Saturday, November 12, 2005

The Key Theorem of the Learning Theory

The Key Theorem of the Learning Theory is what Vapnik calls his theorem (for instance here) that gives the necessary conditions for the Empirical Risk Minimization principle to be consistent.
The important equation is the following:



Here I'll explain the parts of the formula using the following motivating example:
Suppose our true distribution is a normal distribution with unit variance, centered at 0, and we estimate its mean from data using method of maximum likelihood. This falls into domain of Empirical Risk Minimization because it's equivalent to finding unit variance normal distribution which minimizes empirical log-loss. If this method is consistent, then our maximum likelihood estimate of the mean will be correct in the limit


In order for the theorem to apply, we need to do make sure that we can put a bound on the loss incurred by functions in our hypothesis space, so here, make an additional restriction that our fitted normals must have mean between -100 and 100.

Here's what parts of the equation stand for

1.

l is the size of our training set

2.

a is the parameter that indexes our probability distributions, in this case, it's mean of our fitted Normal.
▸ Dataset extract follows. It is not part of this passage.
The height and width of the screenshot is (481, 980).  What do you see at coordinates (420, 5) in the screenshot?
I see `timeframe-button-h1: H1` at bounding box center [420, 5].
Lambda is it's domain, in this case,


3.

This is the actual risk incurred by using estimate a instead of true estimate (0). In our case the loss is log loss, so the risk is


In other words it is the expected value of the negative logarithm of the probability assigned to observations when observations come from Normal centered at 0, but we think they come from Normal centered on a

4.

This is the risk incurred by using estimate a, estimated on a finite sample drawn from the true density. In our case it is the following


Because the sample is a random variable, empirical risk is also a random variable. We can use the method of transformations to find it's distribution. Here are distributions for empirical risk estimated from training sets of size one for different values of a.
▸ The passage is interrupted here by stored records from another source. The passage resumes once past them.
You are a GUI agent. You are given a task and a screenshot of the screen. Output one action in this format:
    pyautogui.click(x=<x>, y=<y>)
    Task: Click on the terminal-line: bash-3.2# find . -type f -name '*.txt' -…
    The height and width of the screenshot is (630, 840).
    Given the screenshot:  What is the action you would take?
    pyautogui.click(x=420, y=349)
You can see that the modes of the distributions correspond to the true risk (a^2), but the means don't.

5.

Supremum is defined as the least upper bound, and behaves lot like maximum. It is more general than the maximum however. Consider the sequence 0.9, 0.99, 0.999, ....
This sequence does not have a maximum but has a supremum.

6.

This is the simplified middle part of the equation. It represents the probability of our empirical risk underestimating true risk by more than epsilon, for a given value of a. This would be used in place of the supremum if we cared about pointwise as opposed to uniform, convergence. Intuitively, we expect this probability to get smaller for any fixed epsilon as the sample size l gets larger. Here are a few densities of risk distribution for a=4 and different values of l



7.

This is the random variable that represents the largest deviation of the empirical risk from corresponding true risk, over all models a. It's like an order statistic, except the samples are not IID, and there are infinitely many of them.

Questions:
  • How can one find the distribution of \sup(R(a)-R_emp(a) in the setting above?
I came across an interesting article by Zhu and Lu talking about how non-informative priors can often be counter-intuitive. For instance suppose we are estimating parameter of a Bernoulli distribution. If we don't know anything, the most intuitive prior to use is uniform. However Jeffreys' "uninformative" prior doesn't look uniform at all:

13 comments:

  1. Hi Yaroslav.

    I'm learning Bayesian nets in CS 430 -- it's fun. I just wanted to say "hi" on your blog. Hope you're having fun in school.

    P.S.: If you haven't seen it yet, the Banach fixed point theorem gives a nice test for convergence of iterated functions.